Tricky Words in this week‘s OVI
Mask. This is a return to the original, typical kind of “tricky word”, because it looks quite like the Slovak word maska, it sounds quite like it too, but it doesn't necessarily mean the same, so you have to be careful when translating it. The English understanding of a mask is nearly always associated only with the face, sometimes with the head, but not usually with the rest of the body. It can be done with make-up or face-paint, like a clown's mask; it can be a physical cover for the face, like a Dracula mask; if it only covers the top part of the face (with eye-holes, i.e. škraboška) it's a domino(-mask); or it might cover the whole head, like a bank-robber's mask, but in any case it is meant to change or hide the wearer's identity. Masks which are not supposed to hide the identity are further specified, such as gas-mask, ski-mask or protective (face-)mask.
Andy’s Wordshop
Turning things around, the question is how to translate the Slovak maska, and the answer starts with understanding the context. Sometimes it really means the same as the English mask, something which covers the face, like plynová maska, or like Jim Carrey's green head in the film The Mask. But if it's something which covers the whole body, like for maškarný ples, then it's fancy dress (the original sense of fancy, like fantázia) or a costume /KOSťúm/, and if it's seriously intended to trick other people, then it's a disguise /dizGÁJZ/. If you go to a fancy-dress party, you can go dressed as a pirate (then you wear a pirate costume) or a cowboy (in a cowboy costume). Spies and detectives often wear disguises (Edward Fox or Bruce Willis in the Jackal films, or Peter Sellers as Inspector Clouseau), but James Bond doesn't usually bother with them.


The required output is every line from the one containing "Is marine invertebrates" through the last line of the listing below, copied exactly, pictures excluded.
-----
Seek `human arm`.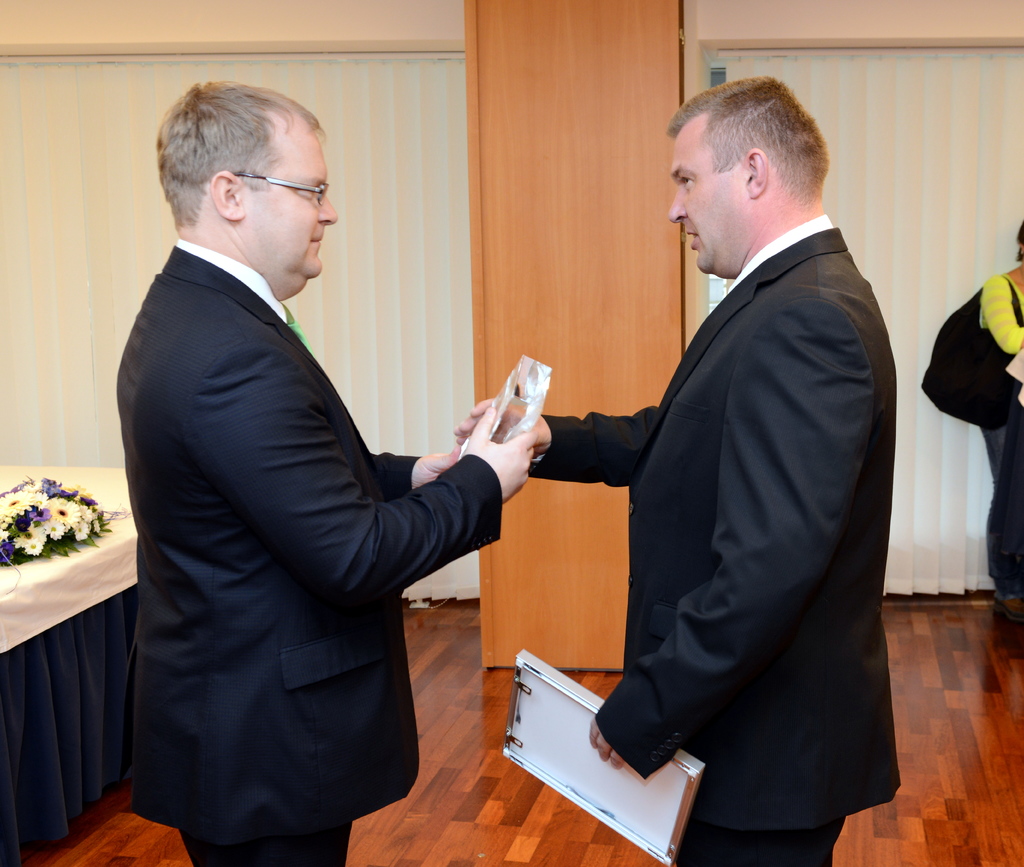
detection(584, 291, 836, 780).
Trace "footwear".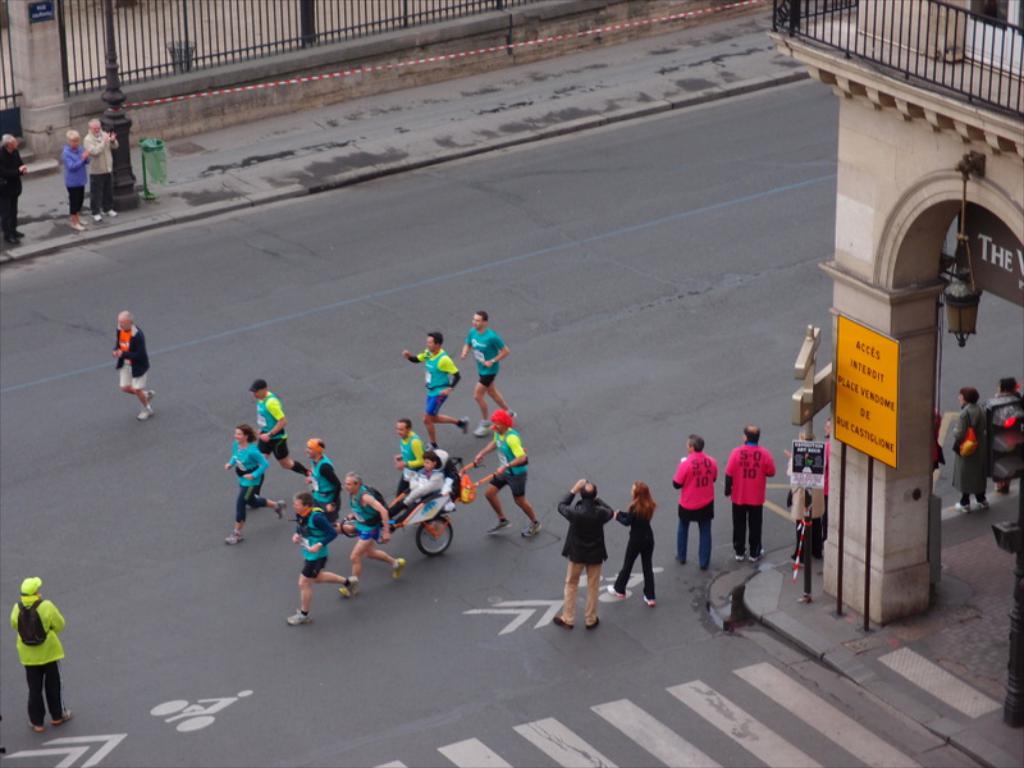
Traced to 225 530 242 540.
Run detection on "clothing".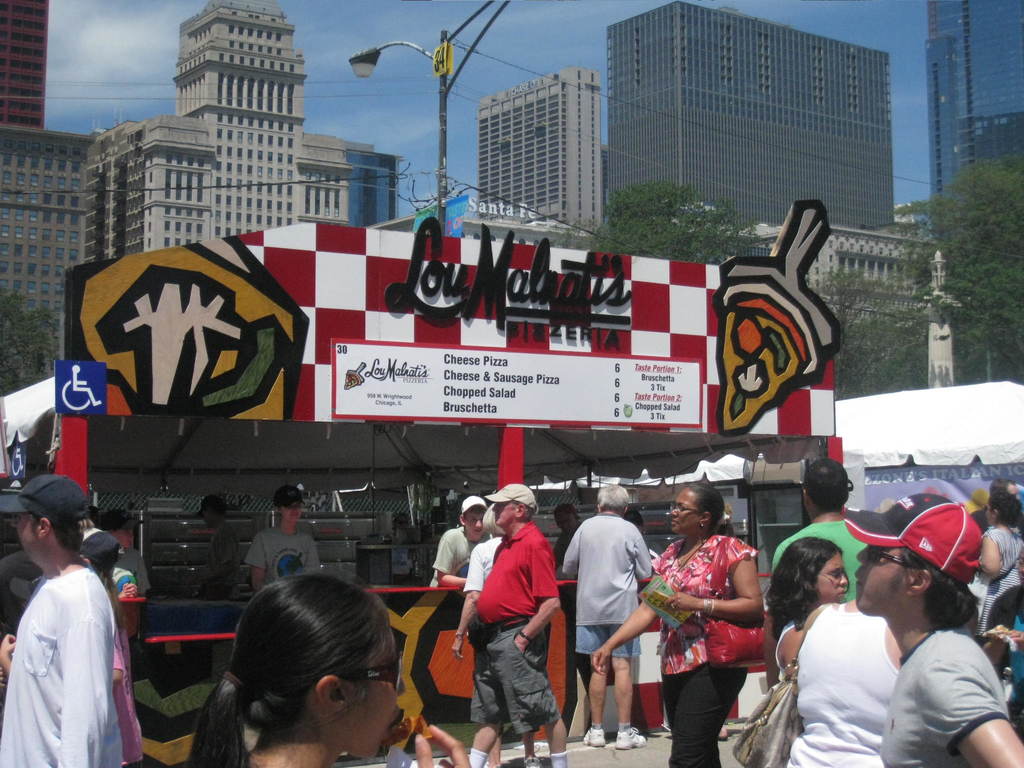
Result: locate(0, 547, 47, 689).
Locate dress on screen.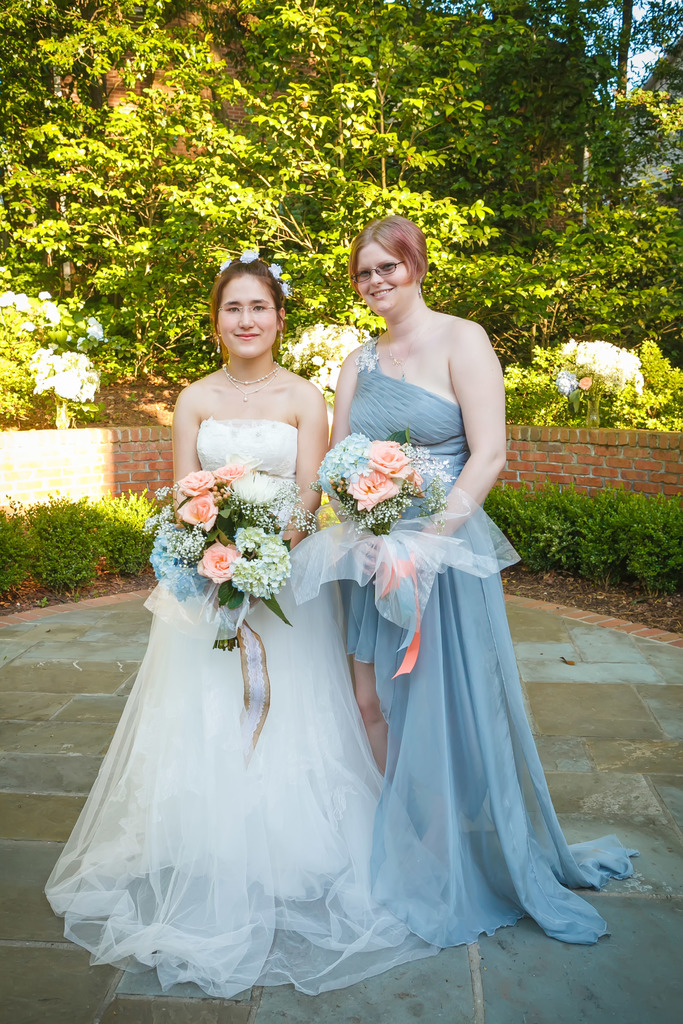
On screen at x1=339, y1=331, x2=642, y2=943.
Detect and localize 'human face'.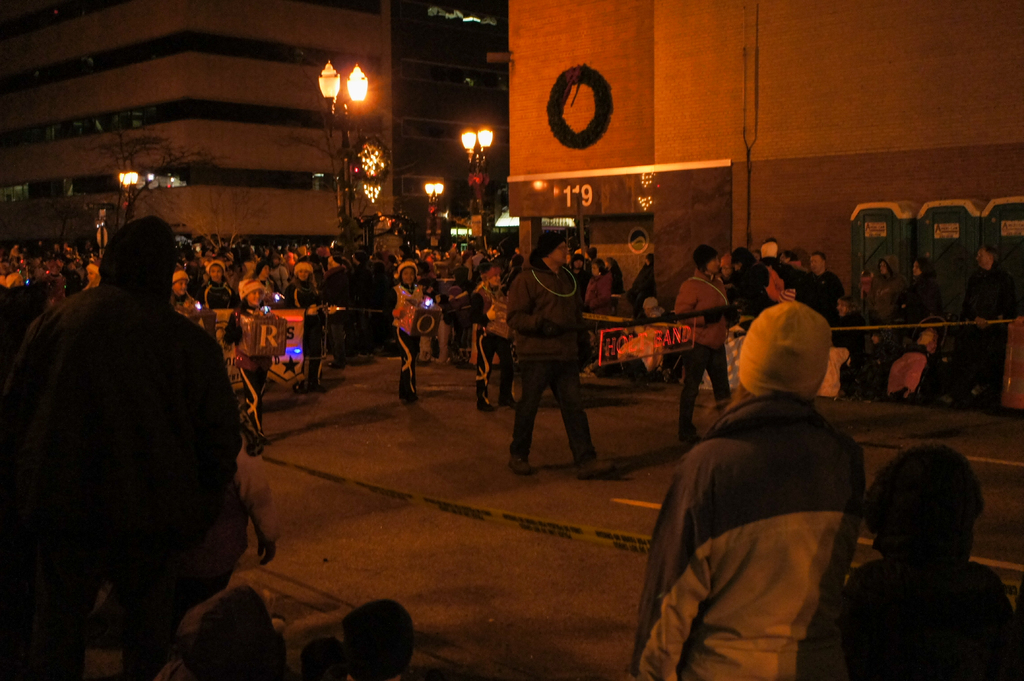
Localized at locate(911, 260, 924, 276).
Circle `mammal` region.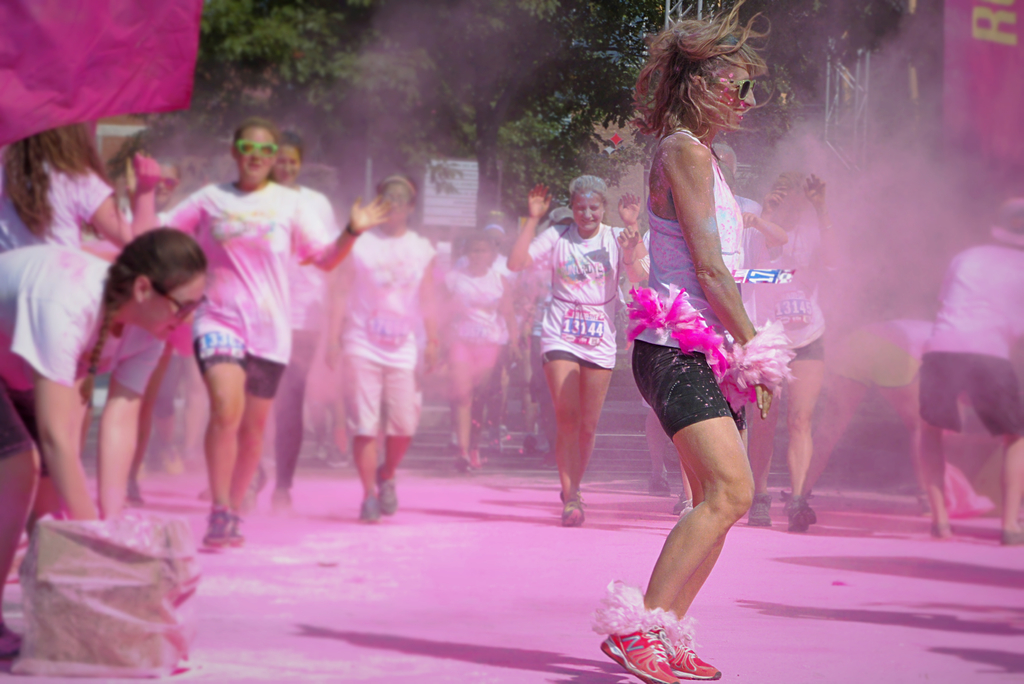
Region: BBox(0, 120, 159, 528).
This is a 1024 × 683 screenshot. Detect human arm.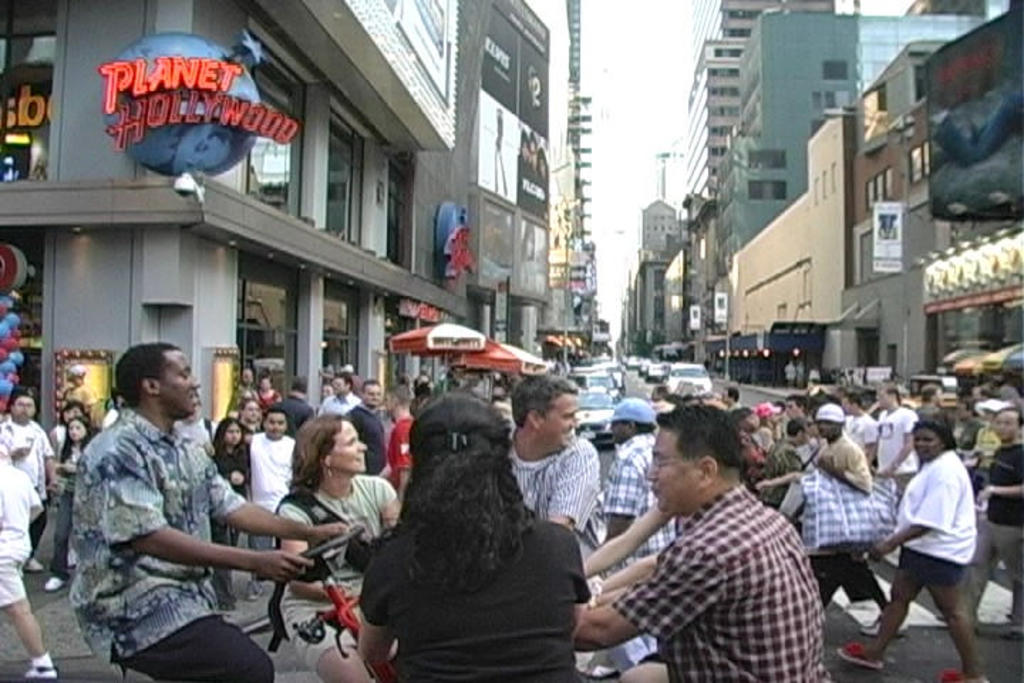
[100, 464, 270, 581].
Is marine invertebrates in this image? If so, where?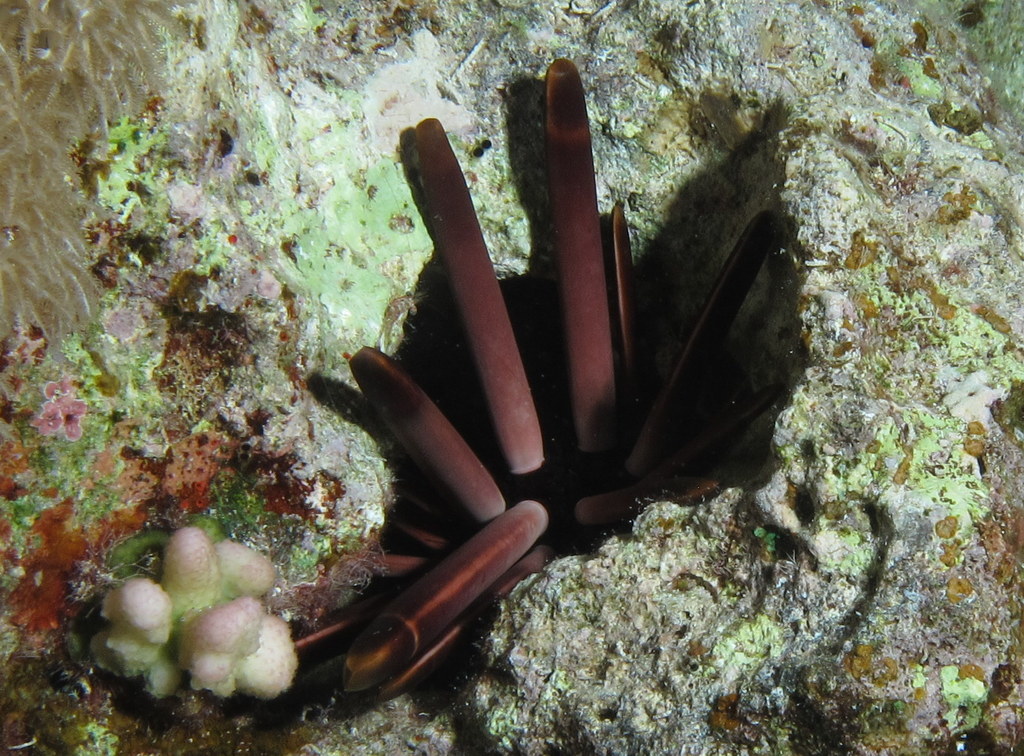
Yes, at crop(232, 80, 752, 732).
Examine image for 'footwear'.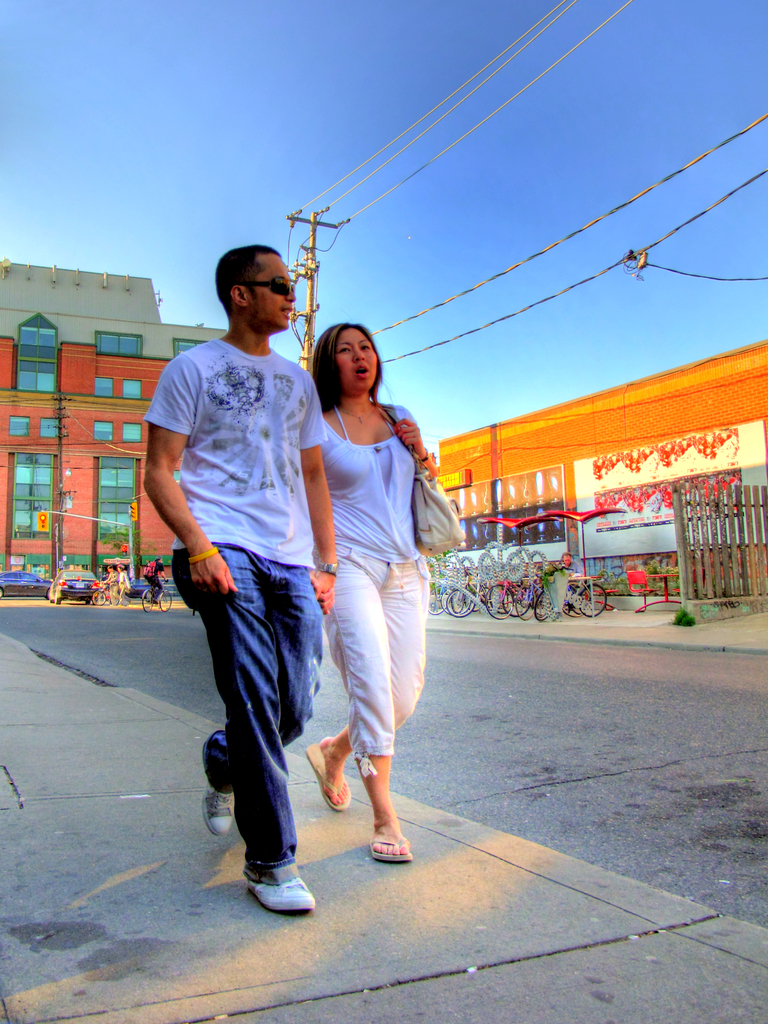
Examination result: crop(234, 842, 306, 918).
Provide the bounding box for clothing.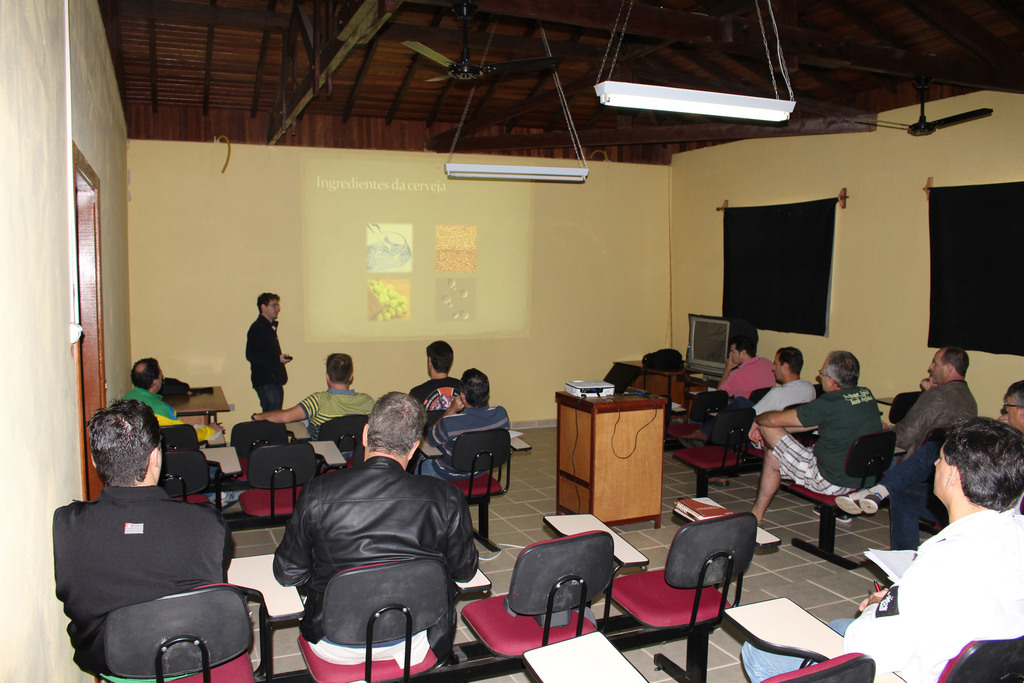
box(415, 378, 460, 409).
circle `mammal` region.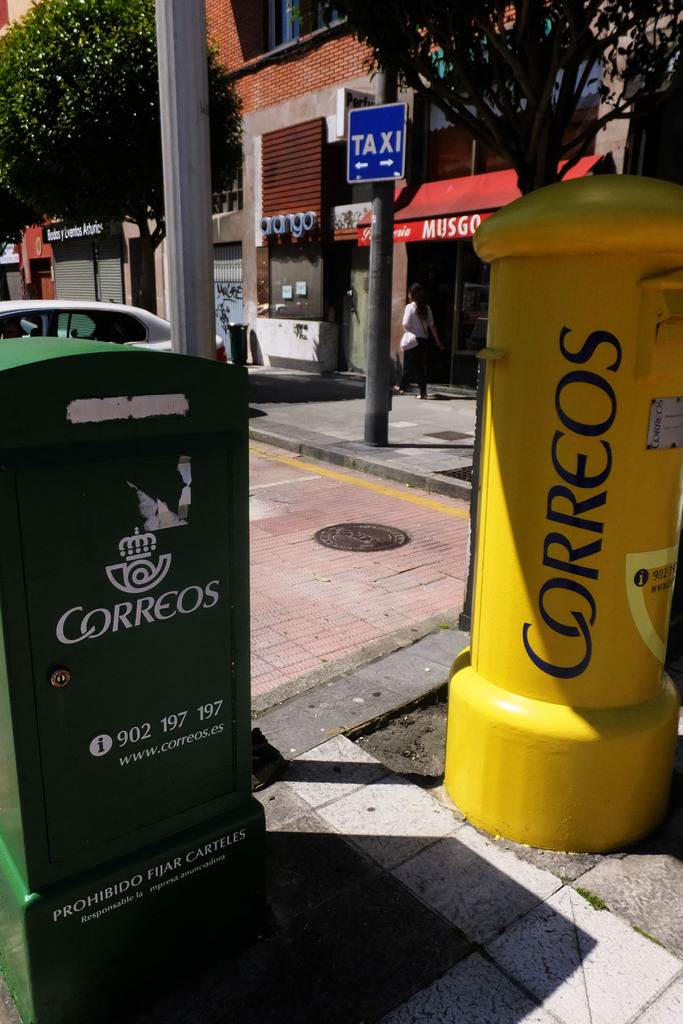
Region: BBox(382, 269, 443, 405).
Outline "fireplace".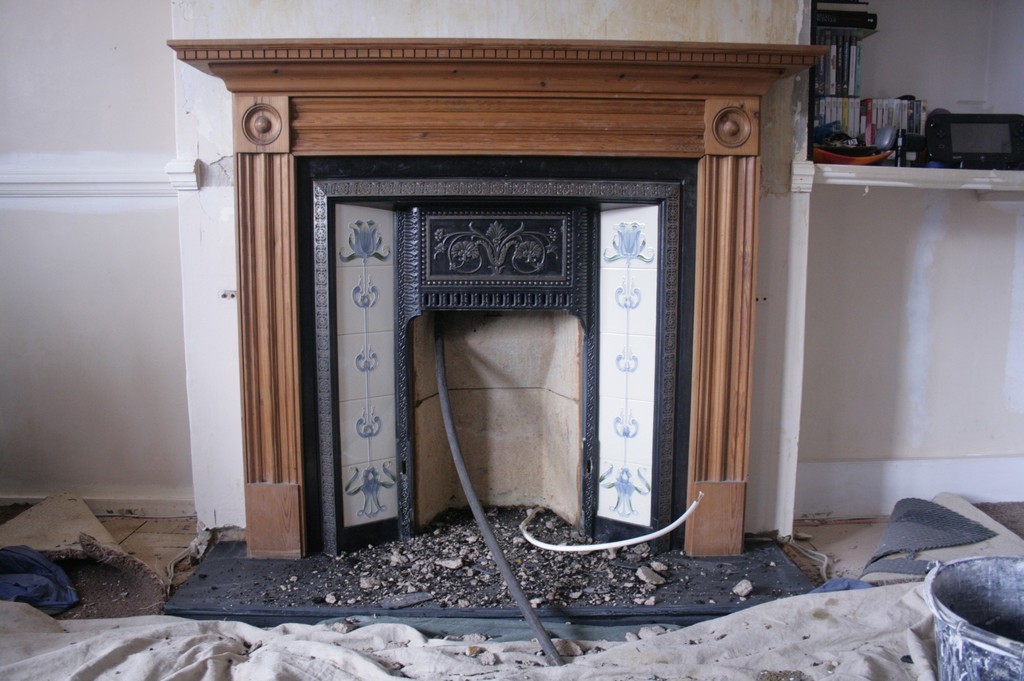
-----
*Answer for this exercise*
Is marine invertebrates in this image? If so, where?
Yes, at crop(232, 80, 752, 732).
Examine image for 'footwear'.
Examination result: crop(234, 842, 306, 918).
Provide the bounding box for clothing.
box(415, 378, 460, 409).
circle `mammal` region.
Region: BBox(382, 269, 443, 405).
Outline "fireplace".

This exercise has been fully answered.